Tyler George, John Shuster, John Landsteiner and Matt Hamilton react after winning the gold medal in men's curling against Sweden at the Olympic Winter Games PyeongChang 2018 on February 24, 2018 in Gangneung, South Korea.
GANGNEUNG, South Korea – In the eighth end, John Shuster could feel the gold-medal curling game beginning to tilt in the favor of the Americans at the Olympic Winter Games PyeongChang 2018 on Saturday. The scoreboard said otherwise. The game was tied, but Shuster could see Sweden’s margin for error slowly decreasing.
With one throw left in the end, Shuster saw his shot. It wasn’t a difficult one, he said. All he needed to do was stay focused. Shuster’s stone slid into the house, knocked out two opposing stones and handed Team USA a huge, five-point margin to all but seal a gold medal, the first ever for the U.S. in this sport.
At that moment, the U.S. athletes knew they had won. Sweden’s skip, Niklas Edin, said he knew his team had lost. The arena erupted. The final two ends still gave Sweden a chance to turn the tide, but they were seemingly just a formality.
Shuster called it a “redemption story.” As part of the bronze-winning team in 2006, Shuster said hearing a different nation’s anthem while on the medal stand fueled him.
“Somebody else won gold,” Shuster said. “And that's when I knew for me, I wanted to go there.”
But while he made it to both the 2010 and 2014 Games, those times as skip of the team, the success didn’t continue for his teams. In 2010, the U.S. men finished 10th of 10 teams. In 2014, they finished ninth (again of 10). Finally, 12 years after that bronze, Shuster, John Landsteiner, Tyler George, Matt Hamilton and alternate Joe Polo won Team USA’s first-ever Olympic gold medal in curling.
That game-deciding stone carried more than just 42 pounds of granite. It carried the weight of a permanent spot in U.S. curling history and the relevance of this sport in America. During these Games, the U.S. curlers have noticed a buzz around their sport — one that might stick longer, thanks to the significance of their performance.
“I just really hope we can continue to keep the ball rolling and be ambassadors for the game as long as we can,” George said. “These shiny things around our neck will probably help us do that.”
Previously, Team USA’s only other curling medal – for either men or women – was that bronze earned in 2006. Both Shuster and Polo were on the team in Torino that was skipped by Pete Fenson. The other three curlers are first-time Olympic medalists.
A week ago, the chance of this team playing for a medal seemed improbable. The U.S. found itself toward the end of round-robin play with a 2-4 record and little hope of moving past that stage. After that sixth game, Shuster dropped his family off at the bus. He walked back toward the curling venue and sat down.
“I'm getting my heart broken, I feel like, by the sport, and this is silly,” Shuster remembers thinking. “Seriously, this is the Olympics.”
At that time, Team USA found itself in a situation where the only way it had a chance was if everything that followed panned out nearly perfectly.
And then it did.
The U.S. won every game after that. Twice in that span, the U.S. beat Canada, the three-time defending Olympic champion, and one of those wins came during the critical semifinal. The streak continued all the way until the U.S. men stood atop the medal stand. The game against Sweden marked Team USA’s fifth straight win.
Team Shuster earned its medal in front of a loud contingent of friends and family who made their presence known from the time the U.S. athletes began warmups. Some cheers were even created to go with the names of each individual athlete, ranging from “Ty, Ty, he’s our guy” for George to “Nice shot, Johnny” for Shuster. At times, Shuster’s 4-year-old son, Luke, led the cheering section.
“I can't tell you how proud I am of that little guy and his ability to rile the crowds up,” Shuster said.
Through the game, the U.S. athletes occasionally looked up to the stands in response to the support. Once, Hamilton acknowledged a fan who praised his mustache.
“They have a lot of fun,” Edin said of the Americans. “They take it easy."
That mindset has turned into a strength, Hamilton said. And maybe, that’s what is showing through TVs back in the States.
“We want our sport to be loved by our country as much as we love it,” George said. “There's a reason why we play it, and there's a reason why we love it as much as we do.”
Still, this team that made history was one that was born from defeat.
After finishing second from last at the Sochi Games, Shuster wasn’t selected to be part of the USA Curling High Performance Program. He formed his own team instead, one that embraced the mantra “Team Reject” for a few months. Since then, those men have climbed toward the top of their sport, placing in the top five at the last three world championships, including winning bronze in 2016 for the first men’s world medal in nine years.
“From the day that the 2014 Olympics came to an end, every single day was with this goal, was with this journey in mind,” Shuster said.
Now, they’ve risen all the way to the peak — the place where their national anthem plays and a place U.S. curling has never gone.
Emily Giambalvo is a student in the sports media program at the University of Georgia’s Grady College of Journalism and Mass Communication. She is part of TeamUSA.org’s coverage team for the PyeongChang Games.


**Work to complete**
Drop every picture, then repeat the records exactly.

**Data in this exercise**
######
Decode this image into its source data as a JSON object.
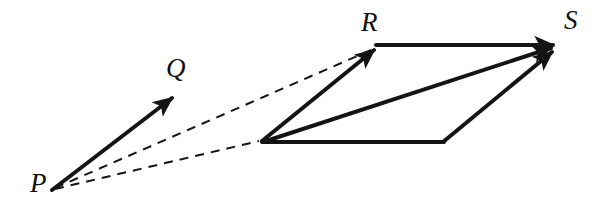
{
  "figure": {
    "kind": "vector-parallelogram-diagram",
    "width": 615,
    "height": 207,
    "background_color": "#ffffff",
    "stroke_color": "#141414",
    "label_color": "#111111",
    "solid_stroke_width": 4.0,
    "dashed_stroke_width": 2.0,
    "dash_pattern": "9 7"
  },
  "labels": {
    "p": "P",
    "q": "Q",
    "r": "R",
    "s": "S"
  },
  "label_positions": {
    "p": {
      "x": 30,
      "y": 172,
      "size": 27
    },
    "q": {
      "x": 166,
      "y": 56,
      "size": 27
    },
    "r": {
      "x": 360,
      "y": 10,
      "size": 27
    },
    "s": {
      "x": 563,
      "y": 8,
      "size": 27
    }
  },
  "points": {
    "P": {
      "x": 52,
      "y": 190
    },
    "Q": {
      "x": 174,
      "y": 97
    },
    "O": {
      "x": 262,
      "y": 141
    },
    "R": {
      "x": 376,
      "y": 48
    },
    "B": {
      "x": 443,
      "y": 142
    },
    "S": {
      "x": 557,
      "y": 45
    }
  },
  "vectors": [
    {
      "name": "vector-PQ",
      "from": "P",
      "to": "Q",
      "style": "solid",
      "arrowhead": true
    },
    {
      "name": "vector-OR",
      "from": "O",
      "to": "R",
      "style": "solid",
      "arrowhead": true
    },
    {
      "name": "vector-RS",
      "from": "R",
      "to": "S",
      "style": "solid",
      "arrowhead": true
    },
    {
      "name": "vector-OS",
      "from": "O",
      "to": "S",
      "style": "solid",
      "arrowhead": true
    },
    {
      "name": "vector-BS",
      "from": "B",
      "to": "S",
      "style": "solid",
      "arrowhead": true
    },
    {
      "name": "edge-OB",
      "from": "O",
      "to": "B",
      "style": "solid",
      "arrowhead": false
    }
  ],
  "dashed_lines": [
    {
      "name": "translation-line-P-to-R",
      "from": "P",
      "to": "R"
    },
    {
      "name": "translation-line-P-to-O",
      "from": "P",
      "to": "O"
    }
  ]
}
######
**Answer to the exercise**
Decode this image into its source data as a JSON object.
{
  "figure": {
    "kind": "vector-parallelogram-diagram",
    "width": 615,
    "height": 207,
    "background_color": "#ffffff",
    "stroke_color": "#141414",
    "label_color": "#111111",
    "solid_stroke_width": 4.0,
    "dashed_stroke_width": 2.0,
    "dash_pattern": "9 7"
  },
  "labels": {
    "p": "P",
    "q": "Q",
    "r": "R",
    "s": "S"
  },
  "label_positions": {
    "p": {
      "x": 30,
      "y": 172,
      "size": 27
    },
    "q": {
      "x": 166,
      "y": 56,
      "size": 27
    },
    "r": {
      "x": 360,
      "y": 10,
      "size": 27
    },
    "s": {
      "x": 563,
      "y": 8,
      "size": 27
    }
  },
  "points": {
    "P": {
      "x": 52,
      "y": 190
    },
    "Q": {
      "x": 174,
      "y": 97
    },
    "O": {
      "x": 262,
      "y": 141
    },
    "R": {
      "x": 376,
      "y": 48
    },
    "B": {
      "x": 443,
      "y": 142
    },
    "S": {
      "x": 557,
      "y": 45
    }
  },
  "vectors": [
    {
      "name": "vector-PQ",
      "from": "P",
      "to": "Q",
      "style": "solid",
      "arrowhead": true
    },
    {
      "name": "vector-OR",
      "from": "O",
      "to": "R",
      "style": "solid",
      "arrowhead": true
    },
    {
      "name": "vector-RS",
      "from": "R",
      "to": "S",
      "style": "solid",
      "arrowhead": true
    },
    {
      "name": "vector-OS",
      "from": "O",
      "to": "S",
      "style": "solid",
      "arrowhead": true
    },
    {
      "name": "vector-BS",
      "from": "B",
      "to": "S",
      "style": "solid",
      "arrowhead": true
    },
    {
      "name": "edge-OB",
      "from": "O",
      "to": "B",
      "style": "solid",
      "arrowhead": false
    }
  ],
  "dashed_lines": [
    {
      "name": "translation-line-P-to-R",
      "from": "P",
      "to": "R"
    },
    {
      "name": "translation-line-P-to-O",
      "from": "P",
      "to": "O"
    }
  ]
}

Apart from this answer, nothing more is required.